My mother, thankfully, made a full recovery after weeks in the hospital; however, the fear evoked by going back home and by Mom’s illness stayed with me. I faced the realization that my home in New York was as much the result of economic forces as of personal choice, and that, however much I wanted to be close to my mom, an entire economic system stands between us.
My story of being at once black and a woman who made the journey from rural to urban, conservative-leaning to left-leaning, and working class to middle class gives me a unique perspective on this historical moment. I feel like I have work to do. To fight back against the idea that the rural working class and the urban progressive are mutually exclusive sets and that both are white and male. To help folks in cities understand the reality of my folks back home. To share stories with family of how their fates are connected to those of my immigrant and Muslim chosen family here. To find ways to fight the despair and hopelessness in both places and build bonds between the disaffected in Tamms and the hopeless on my block in Bed-Stuy who’ve both been abandoned by our political and economic systems.
One of my coworkers often says that in our advocacy work, we center people of color not as a feel-good or moral thing to do but because we arrive at fundamentally different solutions to our social problems when we do. When we ascribe the story of dying towns and lack of opportunity only to the white working class, it confuses the problem. To think that progressives in cities are only out-of-touch liberal elites will lead us to the wrong solutions.
I’m less interested in reaching and changing the minds of Trump voters. When I look at my old classmates who voted for him, they aren’t the folks suffering in my community. They are folks who have some version of the American dream: They have stable jobs, own homes, and take yearly vacations. They see the people in my town, both black and white, who are truly struggling as takers, abusing the system and living off the middle class’s taxes. When nearly 46 percent of eligible voters didn’t vote, Hillary winning the popular vote and Trump winning with fewer votes than Romney when he lost, I think we’re better served focusing our attention elsewhere.
It’s important to remember that Trump didn’t win people earning less than $50,000 a year, most of whom voted for Hillary. But I can’t really claim that Hillary won the poor and working class. Many of the 46 percent of folks who didn’t vote in this election are people like those in my hometown. There are people all across this country who don’t vote at all because because they rightfully don’t see how it will make a difference in their lives. I want to reach folks like my brother who desperately want to work but have no real options. I want to reach the folks who have dreams—to be an artist, a musician, a judge, an entrepreneur—that seem unachievable because there are no models and no pathways.

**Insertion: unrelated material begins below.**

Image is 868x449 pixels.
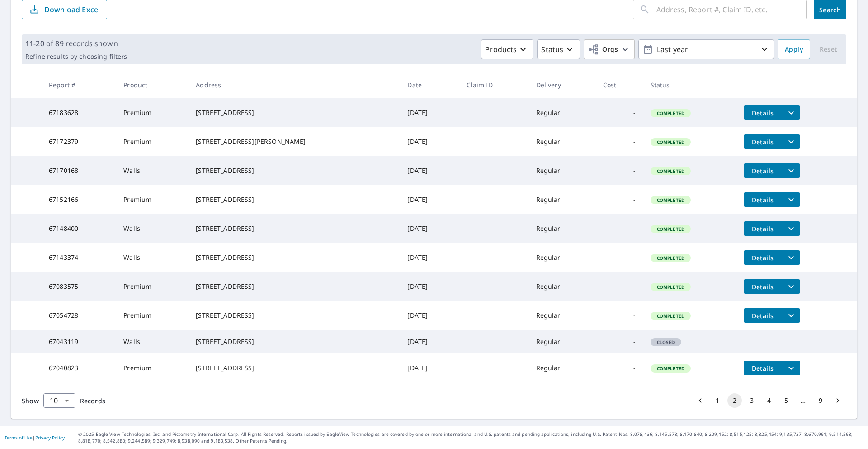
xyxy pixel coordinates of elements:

I’m not sure what the next steps are, but I know they will require addressing the lack of opportunity in communities like the one I came from. I call on the small-town kids in big cities across the country to join me in figuring this out. It won’t be easy. There were real economic and personal barriers to getting home, and we have challenges like media deserts and Facebook algorithms that prevent us from sharing our realities from afar. Still, we must try reconnect with and advocate for our hometowns in whatever ways we can. The time is now.
Erin MaloneErin Malone is the communications director of Forward Together, a national policy and advocacy organization that partners with grassroots groups to ensure all families can thrive.